Cuba is struggling to exit the "Special Period" — as the period of economic crisis that followed the collapse of the Soviet Union, its main trading partner, in the early 1990s is known — and the trade union movement is helping to chart the way forward, a leading Cuban unionist told Green Left Weekly in December.
Despite the massive problems Cuba continues to face, its handling of this crisis indicates the potential for an alternative way of handling the economic crisis, and subsequent job losses, hitting Australia and the rest of the world right now.
It indicates there are measures beyond governments simply throwing their hands in the air or throwing money at the same corporate interests that caused the crisis.
The catastrophic economic collapse caused by the end of the Eastern European COMECON economic bloc (when Cuba lost 80% of its export market) produced many problems, Alfredo Vazquez, head of the economic business section of the Cuban Workers' Confederation (CTC) explained.
Despite the ongoing impact of the decades-long US economic blockade, trade with revolutionary Venezuela and an easing of its isolation across Latin America means that Cuba is heading towards the end of the Special Period.
However, this transition is producing its own problems.
"The most difficult years of the Special Period have finished", he explained. "But the Special Period has not yet finished."
During the Special Period, factories experienced disruptions due to shortages of materials.
Despite this, workers were not sacked, but stayed at home on full pay. "In Cuba, no one is excess", Vazquez said.
But with little to buy because of the US blockade, many people turned to self-interest to survive, producing a black market and leading to weakened support for the socialist ideals of Cuba's revolution.
The growth of tourism as a source of foreign currency also produced a certain social inequality (depending on access to tourist dollars), with ostentatious consumerism among some and individual competition.

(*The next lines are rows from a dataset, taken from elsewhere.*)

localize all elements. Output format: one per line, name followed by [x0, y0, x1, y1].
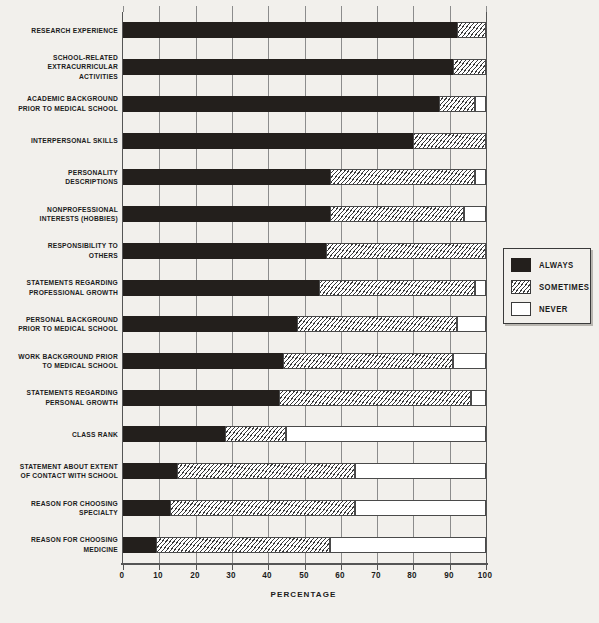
tick-mark-top [159, 6, 160, 12]
bar-segment-never [464, 206, 486, 222]
bar-segment-never [453, 353, 486, 369]
bar-segment-sometimes [283, 353, 454, 369]
bar-row [123, 426, 486, 442]
bar-segment-sometimes [297, 316, 457, 332]
category-label: RESEARCH EXPERIENCE [16, 26, 118, 35]
bar-segment-sometimes [453, 59, 486, 75]
bar-row [123, 500, 486, 516]
legend-label-always: ALWAYS [539, 260, 574, 270]
bar-row [123, 169, 486, 185]
bar-segment-always [123, 280, 319, 296]
bar-segment-never [330, 537, 486, 553]
legend-label-sometimes: SOMETIMES [539, 282, 589, 292]
bar-segment-sometimes [177, 463, 355, 479]
tick-mark-top [377, 6, 378, 12]
legend-label-never: NEVER [539, 304, 568, 314]
x-tick-label: 70 [371, 570, 381, 580]
bar-row [123, 353, 486, 369]
bar-segment-always [123, 316, 297, 332]
category-label: ACADEMIC BACKGROUND PRIOR TO MEDICAL SCH… [16, 94, 118, 113]
bar-segment-sometimes [279, 390, 471, 406]
category-label: STATEMENTS REGARDING PERSONAL GROWTH [16, 388, 118, 407]
bar-segment-always [123, 133, 413, 149]
bar-segment-sometimes [225, 426, 287, 442]
tick-mark-top [450, 6, 451, 12]
bar-segment-sometimes [326, 243, 486, 259]
x-tick-label: 40 [262, 570, 272, 580]
chart-legend: ALWAYS SOMETIMES NEVER [503, 248, 591, 324]
bar-row [123, 96, 486, 112]
bar-segment-sometimes [457, 22, 486, 38]
x-tick-label: 80 [408, 570, 418, 580]
x-tick-label: 30 [226, 570, 236, 580]
x-tick-label: 10 [154, 570, 164, 580]
legend-item-always: ALWAYS [511, 257, 577, 272]
tick-mark-top [341, 6, 342, 12]
bar-segment-always [123, 22, 457, 38]
x-tick-label: 0 [120, 570, 125, 580]
category-label: SCHOOL-RELATED EXTRACURRICULAR ACTIVITIE… [16, 53, 118, 81]
category-label: WORK BACKGROUND PRIOR TO MEDICAL SCHOOL [16, 352, 118, 371]
category-label: REASON FOR CHOOSING MEDICINE [16, 535, 118, 554]
bar-segment-never [355, 463, 486, 479]
x-axis-line [121, 563, 487, 565]
bar-row [123, 22, 486, 38]
bar-row [123, 316, 486, 332]
tick-mark-top [123, 6, 124, 12]
bar-segment-sometimes [170, 500, 355, 516]
tick-mark-top [305, 6, 306, 12]
bar-row [123, 390, 486, 406]
bar-segment-sometimes [330, 169, 475, 185]
bar-row [123, 537, 486, 553]
bar-segment-never [355, 500, 486, 516]
bar-segment-sometimes [156, 537, 330, 553]
legend-swatch-always-icon [511, 258, 531, 272]
x-tick-label: 20 [190, 570, 200, 580]
bar-segment-always [123, 426, 225, 442]
bar-segment-never [475, 96, 486, 112]
bar-segment-never [286, 426, 486, 442]
bar-segment-always [123, 96, 439, 112]
x-tick-label: 100 [478, 570, 492, 580]
bar-segment-always [123, 463, 177, 479]
legend-swatch-sometimes-icon [511, 280, 531, 294]
plot-area [122, 12, 487, 563]
bar-segment-never [457, 316, 486, 332]
bar-segment-never [475, 169, 486, 185]
tick-mark-top [486, 6, 487, 12]
tick-mark-top [413, 6, 414, 12]
category-label: CLASS RANK [16, 430, 118, 439]
category-label: PERSONALITY DESCRIPTIONS [16, 168, 118, 187]
x-tick-label: 50 [299, 570, 309, 580]
x-axis-title: PERCENTAGE [122, 590, 485, 599]
bar-row [123, 206, 486, 222]
legend-swatch-never-icon [511, 302, 531, 316]
bar-segment-always [123, 243, 326, 259]
legend-item-sometimes: SOMETIMES [511, 279, 594, 294]
bar-segment-always [123, 537, 156, 553]
category-label: STATEMENT ABOUT EXTENT OF CONTACT WITH S… [16, 462, 118, 481]
category-label: NONPROFESSIONAL INTERESTS (HOBBIES) [16, 205, 118, 224]
bar-segment-never [475, 280, 486, 296]
x-tick-label: 90 [444, 570, 454, 580]
bar-segment-sometimes [439, 96, 475, 112]
category-label: PERSONAL BACKGROUND PRIOR TO MEDICAL SCH… [16, 315, 118, 334]
category-label: RESPONSIBILITY TO OTHERS [16, 241, 118, 260]
legend-item-never: NEVER [511, 301, 570, 316]
bar-row [123, 59, 486, 75]
plot-inner [123, 12, 486, 563]
bar-row [123, 133, 486, 149]
category-label: REASON FOR CHOOSING SPECIALTY [16, 499, 118, 518]
category-labels: RESEARCH EXPERIENCESCHOOL-RELATED EXTRAC… [0, 0, 118, 560]
bar-row [123, 463, 486, 479]
bar-segment-never [471, 390, 486, 406]
category-label: INTERPERSONAL SKILLS [16, 136, 118, 145]
bar-segment-always [123, 500, 170, 516]
bar-segment-always [123, 353, 283, 369]
bar-segment-always [123, 390, 279, 406]
bar-row [123, 280, 486, 296]
tick-mark-top [232, 6, 233, 12]
bar-row [123, 243, 486, 259]
bar-segment-always [123, 59, 453, 75]
bar-segment-always [123, 169, 330, 185]
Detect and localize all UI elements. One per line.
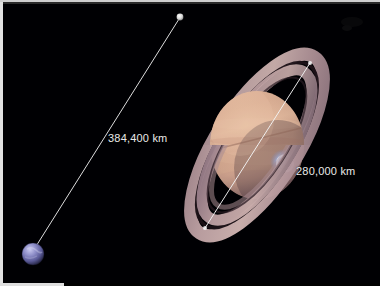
earth-sphere <box>22 243 44 265</box>
earth-moon-distance-label: 384,400 km <box>108 132 167 144</box>
astronomy-illustration <box>0 0 380 286</box>
saturn-ring-diameter-label: 280,000 km <box>296 165 355 177</box>
corner-artifact <box>341 17 363 31</box>
moon-sphere <box>177 14 184 21</box>
scale-comparison-figure: 384,400 km 280,000 km <box>0 0 380 286</box>
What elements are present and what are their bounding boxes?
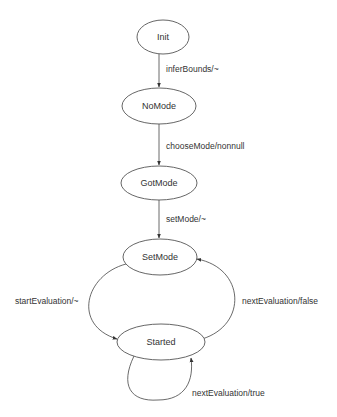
state-started: Started [117,324,205,360]
transition-init-nomode: inferBounds/~ [159,54,219,87]
state-label: Init [157,32,170,42]
arrow-started-setmode [197,259,235,339]
transition-started-setmode: nextEvaluation/false [197,259,318,339]
state-label: GotMode [140,178,177,188]
state-label: NoMode [142,101,176,111]
transition-label: nextEvaluation/true [192,388,265,398]
transition-started-self: nextEvaluation/true [128,356,265,400]
transition-label: startEvaluation/~ [15,296,79,306]
transition-nomode-gotmode: chooseMode/nonnull [159,124,245,165]
state-diagram: inferBounds/~ chooseMode/nonnull setMode… [0,0,337,417]
state-setmode: SetMode [123,239,197,275]
state-label: SetMode [142,252,178,262]
transition-gotmode-setmode: setMode/~ [159,200,206,238]
transition-label: nextEvaluation/false [242,296,318,306]
transition-label: chooseMode/nonnull [166,141,245,151]
transition-setmode-started: startEvaluation/~ [15,264,126,339]
state-gotmode: GotMode [121,166,197,200]
state-label: Started [146,337,175,347]
arrow-setmode-started [89,264,126,339]
transition-label: setMode/~ [166,214,206,224]
state-nomode: NoMode [122,88,196,124]
transition-label: inferBounds/~ [166,64,219,74]
state-init: Init [137,20,189,54]
arrow-started-self-loop [128,356,192,400]
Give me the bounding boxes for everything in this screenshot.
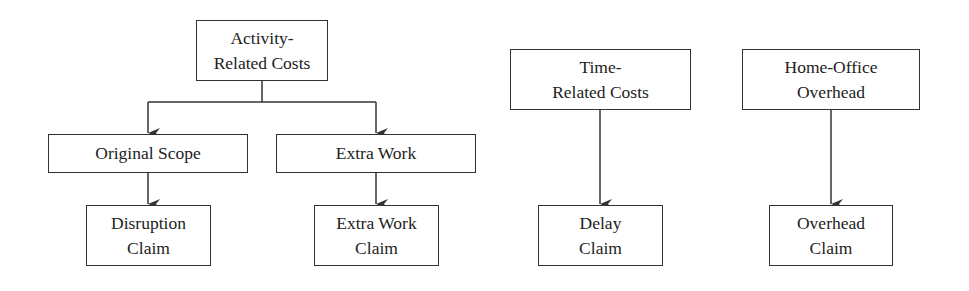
node-label-line1: Activity- (230, 26, 293, 51)
node-label-line2: Claim (355, 236, 398, 261)
node-label-line2: Claim (810, 236, 853, 261)
node-overhead-claim: Overhead Claim (769, 205, 893, 266)
node-label-line2: Related Costs (214, 51, 311, 76)
node-extra-work-claim: Extra Work Claim (314, 205, 439, 266)
node-original-scope: Original Scope (48, 134, 248, 173)
node-label-line1: Delay (580, 211, 622, 236)
node-label-line1: Extra Work (336, 211, 416, 236)
node-delay-claim: Delay Claim (538, 205, 663, 266)
node-label-line1: Time- (579, 55, 621, 80)
node-label-line2: Claim (127, 236, 170, 261)
node-activity-related-costs: Activity- Related Costs (196, 20, 328, 81)
node-disruption-claim: Disruption Claim (86, 205, 211, 266)
node-label-line2: Related Costs (552, 80, 649, 105)
node-label-line1: Home-Office (785, 55, 878, 80)
node-label-line2: Claim (579, 236, 622, 261)
node-time-related-costs: Time- Related Costs (510, 49, 691, 110)
node-label-line1: Original Scope (95, 141, 200, 166)
node-label-line1: Extra Work (336, 141, 416, 166)
node-extra-work: Extra Work (276, 134, 476, 173)
node-label-line1: Disruption (111, 211, 186, 236)
node-label-line1: Overhead (797, 211, 865, 236)
node-home-office-overhead: Home-Office Overhead (742, 49, 920, 110)
node-label-line2: Overhead (797, 80, 865, 105)
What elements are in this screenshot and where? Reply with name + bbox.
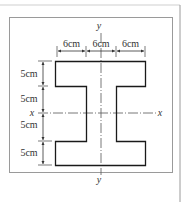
y-axis-label-top: y: [96, 20, 102, 31]
x-axis-label-left: x: [29, 107, 35, 118]
left-dim-label-2: 5cm: [20, 93, 37, 104]
y-axis-label-bottom: y: [96, 174, 102, 185]
i-beam-shape: [56, 62, 146, 166]
left-dim-label-3: 5cm: [20, 119, 37, 130]
i-beam-diagram: 6cm 6cm 6cm 5cm 5cm 5cm 5cm y y x x: [0, 0, 183, 202]
left-dim-label-1: 5cm: [20, 68, 37, 79]
left-dim-label-4: 5cm: [20, 147, 37, 158]
top-dim-label-1: 6cm: [63, 38, 80, 49]
top-dim-label-2: 6cm: [92, 38, 109, 49]
top-dim-label-3: 6cm: [122, 38, 139, 49]
x-axis-label-right: x: [157, 107, 163, 118]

Vazquez said the CTC was "in the middle of a struggle to reverse the situation".
At the heart of this is the struggle to reactivate production in the country while staving off inflation. The unions have had to explain that production needs to be doubled to revive the economy, and the lax work practices learned during the Special Period have to end.
"During the Special Period, people got paid a full wage for a half-day's work; now salaries must reflect production because inflation is the problem", according to Vazquez.
The unions "have to lead, so that people regain the need to work. We have to look for ideological and economic mechanisms", he said.
The CTC had been facilitating workers' meetings all over Cuba to discuss the new social security law, which includes the need for increased production.
Vazquez said the workers had very bluntly said that if they were expected to work harder then they wanted the black marketeers dealt with, revealing a lot about Cuban power relations.
"We have been accused of being a dictatorship [by foreign powers]", Vazquez said. "We are a dictatorship of the workers, not a dictatorship of a personality."
The workers in their discussions pointed out the many "brokers" (the Cuban expression for black market dealers), demanding that the state act against them. "People know that when the workers discuss something then the law will back them", Vazquez said.
Reports of the workers' discussions caused a flood of people previously surviving through black market activity to register as officially unemployed, legalising their status.
Between January and September last year, 23,000 had registered, according to Vazquez. In October, a further 45,000 jumped out of the black market.
This surge in job seekers has created the need to generate many more jobs.
"In Cuba, we need all workers", Vazquez said, because there is a need for production. Constitutionally in Cuba, work is a duty and a right, but cannot be imposed.
A worker can be moved to another job if they are capable of doing it, but the unions see to it that individuals are protected in such circumstances.
While the pressure of the world market means Cuba must become more efficient, "we prefer to be less efficient but more human", he said.
For example, when sugarcane workers became redundant, they were paid for three years to retrain for other jobs.
The human values of the Cuban Revolution are expressed in facts like the existence throughout the Special Period of 117 schools for children with special needs with a teacher/student ratio of one to three.
Education and health care are free and people pay a maximum of 10% of their salary for their housing until it is paid off. Eighty percent of housing is privately owned.
"Cuba has only a few facilities like mobile phones and the internet due to the blockade", he said. "But we have subsidised access for people in remote areas."
Vazquez told GLW: "In Cuba, such things are not a matter of business but a problem of equality of access."
Among other acts of international solidarity, Cuba has thousands of doctors working as volunteers providing free health care to the poor in dozens of countries around the world. Vazquez explained the principle: "In Cuba, we don't give from our excess; we share what we have."